Gobble-gobble. Harper returned to his office and sat erect in his chair. He felt under one arm to make sure the gun was readily available.
"Moira," he said quietly, "there's a packet for Schultz-Masters ready in the shop. It's urgent. I'd like you to take it to the post office at once. See that it goes by the midday mail. You need not hurry back. It'll do if you return after lunch."
"What about this correspondence, Mr. Harper?"
"You'll have all afternoon to cope with it. Put a move on and get rid of that consignment so that I'll have an answer ready if Schultz-Masters start bawling over the phone."
"Very well." She adjusted her hat, picked up her handbag, went into the workshop and collected the package.
Going to the window, Harper watched her hurrying along the street in the direction opposite to that from which danger was coming. Well, that got her away from the scene of prospective trouble.
A couple of burly characters walked ten yards behind her rapidly clicking heels. They knew where she was going, because the mike planted in the office had informed Norris, or whoever happened to be listening in. But they weren't going to let her out of their sight and hadn't from the start of fixing the trap. It was just as well.
He did not open the window, as he had done at the approach of Ambrose Baum.
This time he was not going to make the mistake of transmitting a mental stab and getting the foe to flee with the knowledge so ardently sought. He was going to do no more than listen, and thus leave the other mind blissfully unconscious of its open state.
Leaving the window, he flopped into his chair and stared unseeingly at Moira's desk while he listened and waited.
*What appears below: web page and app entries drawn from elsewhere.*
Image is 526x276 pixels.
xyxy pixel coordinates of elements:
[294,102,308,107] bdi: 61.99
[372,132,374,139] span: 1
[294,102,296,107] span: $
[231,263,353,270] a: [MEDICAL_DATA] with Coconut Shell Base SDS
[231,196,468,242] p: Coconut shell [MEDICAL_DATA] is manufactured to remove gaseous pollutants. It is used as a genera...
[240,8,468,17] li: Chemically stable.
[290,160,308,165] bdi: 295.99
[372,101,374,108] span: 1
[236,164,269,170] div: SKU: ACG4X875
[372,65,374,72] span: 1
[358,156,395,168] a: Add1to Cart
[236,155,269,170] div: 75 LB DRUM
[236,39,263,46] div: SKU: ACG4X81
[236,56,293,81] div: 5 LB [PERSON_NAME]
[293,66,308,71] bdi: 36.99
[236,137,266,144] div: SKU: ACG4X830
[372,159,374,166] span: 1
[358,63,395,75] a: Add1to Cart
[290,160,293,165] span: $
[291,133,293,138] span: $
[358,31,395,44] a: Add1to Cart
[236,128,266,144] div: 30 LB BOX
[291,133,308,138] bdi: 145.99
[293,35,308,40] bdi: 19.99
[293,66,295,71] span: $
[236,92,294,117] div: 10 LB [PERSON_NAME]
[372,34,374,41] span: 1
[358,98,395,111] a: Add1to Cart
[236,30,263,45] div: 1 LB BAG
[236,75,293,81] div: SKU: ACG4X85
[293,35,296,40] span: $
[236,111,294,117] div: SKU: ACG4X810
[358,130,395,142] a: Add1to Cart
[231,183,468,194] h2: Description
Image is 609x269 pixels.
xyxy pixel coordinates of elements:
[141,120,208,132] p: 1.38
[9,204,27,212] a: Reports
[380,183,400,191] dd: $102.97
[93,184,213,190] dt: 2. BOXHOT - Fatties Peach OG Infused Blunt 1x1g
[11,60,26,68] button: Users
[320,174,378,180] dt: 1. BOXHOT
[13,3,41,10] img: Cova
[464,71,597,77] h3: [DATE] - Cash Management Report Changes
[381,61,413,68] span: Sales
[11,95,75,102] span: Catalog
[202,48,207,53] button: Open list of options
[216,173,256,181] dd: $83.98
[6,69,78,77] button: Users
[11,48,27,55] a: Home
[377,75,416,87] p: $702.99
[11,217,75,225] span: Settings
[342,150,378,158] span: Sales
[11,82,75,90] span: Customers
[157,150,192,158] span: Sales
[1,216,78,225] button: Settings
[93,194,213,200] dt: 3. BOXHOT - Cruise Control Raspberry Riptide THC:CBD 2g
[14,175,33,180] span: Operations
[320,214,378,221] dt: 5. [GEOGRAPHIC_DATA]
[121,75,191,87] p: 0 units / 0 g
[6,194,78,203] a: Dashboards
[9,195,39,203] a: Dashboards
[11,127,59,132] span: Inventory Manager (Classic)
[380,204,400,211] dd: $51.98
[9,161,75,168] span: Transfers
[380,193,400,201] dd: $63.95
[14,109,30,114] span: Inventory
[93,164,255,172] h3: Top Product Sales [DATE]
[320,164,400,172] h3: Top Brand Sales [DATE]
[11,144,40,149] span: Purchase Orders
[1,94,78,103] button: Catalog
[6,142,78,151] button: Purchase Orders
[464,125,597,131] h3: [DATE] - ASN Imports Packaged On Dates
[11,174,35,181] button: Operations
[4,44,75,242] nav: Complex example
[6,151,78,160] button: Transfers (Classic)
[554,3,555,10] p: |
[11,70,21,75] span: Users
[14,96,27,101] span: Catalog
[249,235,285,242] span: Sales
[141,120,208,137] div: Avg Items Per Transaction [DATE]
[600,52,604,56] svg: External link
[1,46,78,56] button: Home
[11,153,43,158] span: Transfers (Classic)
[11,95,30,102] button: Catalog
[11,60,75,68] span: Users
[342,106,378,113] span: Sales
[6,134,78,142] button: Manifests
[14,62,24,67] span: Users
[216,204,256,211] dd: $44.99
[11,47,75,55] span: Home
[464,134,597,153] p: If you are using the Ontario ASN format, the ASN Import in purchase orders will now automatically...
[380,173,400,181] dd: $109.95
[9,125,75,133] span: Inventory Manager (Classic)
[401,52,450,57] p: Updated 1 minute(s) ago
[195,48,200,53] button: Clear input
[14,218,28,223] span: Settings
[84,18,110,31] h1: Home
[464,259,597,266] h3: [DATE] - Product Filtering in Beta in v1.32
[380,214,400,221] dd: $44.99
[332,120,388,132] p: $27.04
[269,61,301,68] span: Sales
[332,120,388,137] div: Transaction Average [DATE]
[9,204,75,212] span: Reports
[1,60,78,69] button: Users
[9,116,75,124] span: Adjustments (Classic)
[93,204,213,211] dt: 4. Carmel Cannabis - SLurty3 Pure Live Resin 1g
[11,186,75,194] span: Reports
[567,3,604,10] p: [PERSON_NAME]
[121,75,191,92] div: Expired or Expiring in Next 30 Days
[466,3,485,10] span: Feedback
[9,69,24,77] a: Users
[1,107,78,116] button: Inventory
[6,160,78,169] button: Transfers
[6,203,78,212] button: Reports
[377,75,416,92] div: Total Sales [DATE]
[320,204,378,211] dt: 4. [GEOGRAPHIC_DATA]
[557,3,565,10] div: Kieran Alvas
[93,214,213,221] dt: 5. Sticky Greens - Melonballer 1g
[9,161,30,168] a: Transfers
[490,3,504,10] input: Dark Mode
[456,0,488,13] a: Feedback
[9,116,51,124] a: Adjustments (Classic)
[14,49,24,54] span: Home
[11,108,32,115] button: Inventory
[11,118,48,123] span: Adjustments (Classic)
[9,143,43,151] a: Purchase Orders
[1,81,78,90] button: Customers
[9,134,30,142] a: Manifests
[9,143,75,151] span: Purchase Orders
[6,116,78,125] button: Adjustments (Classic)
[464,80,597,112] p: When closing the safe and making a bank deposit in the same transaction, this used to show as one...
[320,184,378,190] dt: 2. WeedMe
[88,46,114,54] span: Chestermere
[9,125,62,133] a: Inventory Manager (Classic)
It was a unique and most curious experience, despite previous brief encounters.
Even though directing his attention elsewhere, Harper was able to do some thinking of his own. What if this were none other than William Gould? How could he hope to walk in on Harper' and get away with whatever he planned to do?
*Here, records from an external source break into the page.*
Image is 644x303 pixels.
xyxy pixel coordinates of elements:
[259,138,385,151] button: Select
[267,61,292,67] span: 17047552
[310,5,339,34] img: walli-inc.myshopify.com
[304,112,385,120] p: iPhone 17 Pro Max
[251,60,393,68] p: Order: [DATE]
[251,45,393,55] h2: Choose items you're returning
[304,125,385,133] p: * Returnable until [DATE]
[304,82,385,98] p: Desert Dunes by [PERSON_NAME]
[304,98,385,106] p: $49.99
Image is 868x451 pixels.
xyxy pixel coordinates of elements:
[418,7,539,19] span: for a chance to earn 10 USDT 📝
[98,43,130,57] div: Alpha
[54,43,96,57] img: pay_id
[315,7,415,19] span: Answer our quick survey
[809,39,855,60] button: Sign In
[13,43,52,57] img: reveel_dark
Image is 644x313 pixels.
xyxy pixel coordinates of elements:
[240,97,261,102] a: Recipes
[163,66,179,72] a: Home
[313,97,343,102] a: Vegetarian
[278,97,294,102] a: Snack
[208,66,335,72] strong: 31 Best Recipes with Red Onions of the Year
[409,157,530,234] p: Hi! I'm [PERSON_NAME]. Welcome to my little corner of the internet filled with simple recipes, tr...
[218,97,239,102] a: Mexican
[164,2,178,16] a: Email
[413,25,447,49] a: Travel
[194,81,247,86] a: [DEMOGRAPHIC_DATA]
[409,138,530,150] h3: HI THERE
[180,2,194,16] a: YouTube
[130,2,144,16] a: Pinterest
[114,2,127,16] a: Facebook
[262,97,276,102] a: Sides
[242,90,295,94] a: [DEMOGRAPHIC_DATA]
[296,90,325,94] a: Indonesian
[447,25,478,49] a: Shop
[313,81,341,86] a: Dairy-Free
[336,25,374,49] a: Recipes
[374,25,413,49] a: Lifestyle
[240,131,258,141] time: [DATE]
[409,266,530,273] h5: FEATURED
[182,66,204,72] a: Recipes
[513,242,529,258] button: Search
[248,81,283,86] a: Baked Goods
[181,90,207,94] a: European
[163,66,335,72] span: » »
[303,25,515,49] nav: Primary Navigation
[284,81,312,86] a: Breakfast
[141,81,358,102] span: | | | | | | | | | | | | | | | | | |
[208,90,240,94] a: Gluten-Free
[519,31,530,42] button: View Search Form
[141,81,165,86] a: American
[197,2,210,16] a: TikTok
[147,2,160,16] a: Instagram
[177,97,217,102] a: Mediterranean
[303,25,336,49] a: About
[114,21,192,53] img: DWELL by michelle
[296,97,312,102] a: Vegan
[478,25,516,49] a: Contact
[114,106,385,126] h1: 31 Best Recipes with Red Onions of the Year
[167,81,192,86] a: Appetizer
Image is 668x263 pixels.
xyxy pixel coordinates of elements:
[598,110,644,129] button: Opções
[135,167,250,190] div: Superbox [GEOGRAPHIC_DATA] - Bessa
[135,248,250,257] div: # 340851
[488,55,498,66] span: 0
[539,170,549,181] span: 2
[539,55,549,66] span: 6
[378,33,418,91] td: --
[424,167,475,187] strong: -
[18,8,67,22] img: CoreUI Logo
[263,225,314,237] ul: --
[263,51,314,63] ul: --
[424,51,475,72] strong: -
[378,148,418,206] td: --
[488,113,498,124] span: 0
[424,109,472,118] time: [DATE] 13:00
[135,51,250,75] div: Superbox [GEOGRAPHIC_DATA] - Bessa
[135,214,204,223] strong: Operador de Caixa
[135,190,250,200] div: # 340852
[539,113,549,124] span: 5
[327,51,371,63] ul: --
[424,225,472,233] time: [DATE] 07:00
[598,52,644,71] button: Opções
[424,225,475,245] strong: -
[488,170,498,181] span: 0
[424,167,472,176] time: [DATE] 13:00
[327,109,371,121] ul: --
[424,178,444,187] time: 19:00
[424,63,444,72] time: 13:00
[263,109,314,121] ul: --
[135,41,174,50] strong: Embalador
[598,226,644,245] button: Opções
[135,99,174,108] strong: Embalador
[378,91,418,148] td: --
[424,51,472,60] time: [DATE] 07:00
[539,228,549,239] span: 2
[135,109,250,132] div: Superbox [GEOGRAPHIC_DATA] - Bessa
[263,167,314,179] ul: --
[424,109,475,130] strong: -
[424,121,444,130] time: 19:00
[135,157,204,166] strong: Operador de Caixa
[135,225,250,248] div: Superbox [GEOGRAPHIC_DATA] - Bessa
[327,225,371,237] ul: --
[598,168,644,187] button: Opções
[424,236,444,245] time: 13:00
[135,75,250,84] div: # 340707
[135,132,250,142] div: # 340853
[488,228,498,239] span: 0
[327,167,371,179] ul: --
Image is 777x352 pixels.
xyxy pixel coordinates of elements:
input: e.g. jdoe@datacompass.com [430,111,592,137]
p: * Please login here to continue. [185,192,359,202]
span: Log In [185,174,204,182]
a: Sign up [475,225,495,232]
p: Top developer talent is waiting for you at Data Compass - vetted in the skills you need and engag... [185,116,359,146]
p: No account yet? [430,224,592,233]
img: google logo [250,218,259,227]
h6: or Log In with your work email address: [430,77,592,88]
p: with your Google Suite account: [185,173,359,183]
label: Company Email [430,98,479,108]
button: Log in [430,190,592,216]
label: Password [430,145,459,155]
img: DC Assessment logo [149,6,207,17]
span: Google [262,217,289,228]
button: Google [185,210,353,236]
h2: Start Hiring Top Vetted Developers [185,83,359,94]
It was hardly likely that his purpose was to kill, even at cost of his own life, because the foe would gain little enough from that. The prize they wanted, and must secure at all costs, accurate knowledge of the means by which they could be identified. To slay the only one able to reveal this secret would leave them as perilously ignorant as before.
Their sole rational tactic was to capture and hold Harper for long enough to force the truth out of him. Once successfully grabbed, the technique of compulsion would be simple and effective. They'd take possession of him exactly as others had become possessed, after which they would find the wanted datum recorded in his mind, and it would be theirs, entirely theirs to use as they wished.
The alien thought-stream had grown much stronger now, and was replete with brief, unrecognizable scenes like glimpses of some nightmarish landscape. Harper removed attention from it for a moment while he scoured the area for minds like it. Perhaps there were a dozen or twenty, converging by prearrangement upon his address, hoping to take him by sheer weight of numbers.
There were not. He failed to detect any others.
Still, he did not probe. Neither did he warn Norris, as he was supposed to do. He sat tight, determined for the time being to play things his own way.
The other mind was now passing beneath his window, but Harper did not try to take a look that, if noticed, might create premature alarm.
It turned in at the front door, and immediately the thought-stream switched to human terms. The arrival had come into contact with a couple of agents on guard and immediately adapted itself to cope with a human situation.
Harper read the minds of the agents, even as they swapped a few words with the newcomer.
He picked up the agents' mental images as they let the enemy walk through. He changed attention to Norris, outside sitting on a bench in the workshop, almost saw through his eyes as idly he watched the other reach the door.
Then the gobbler entered, and Harper said in the manner of one completely fooled, "Hello, Riley; what brings you here?"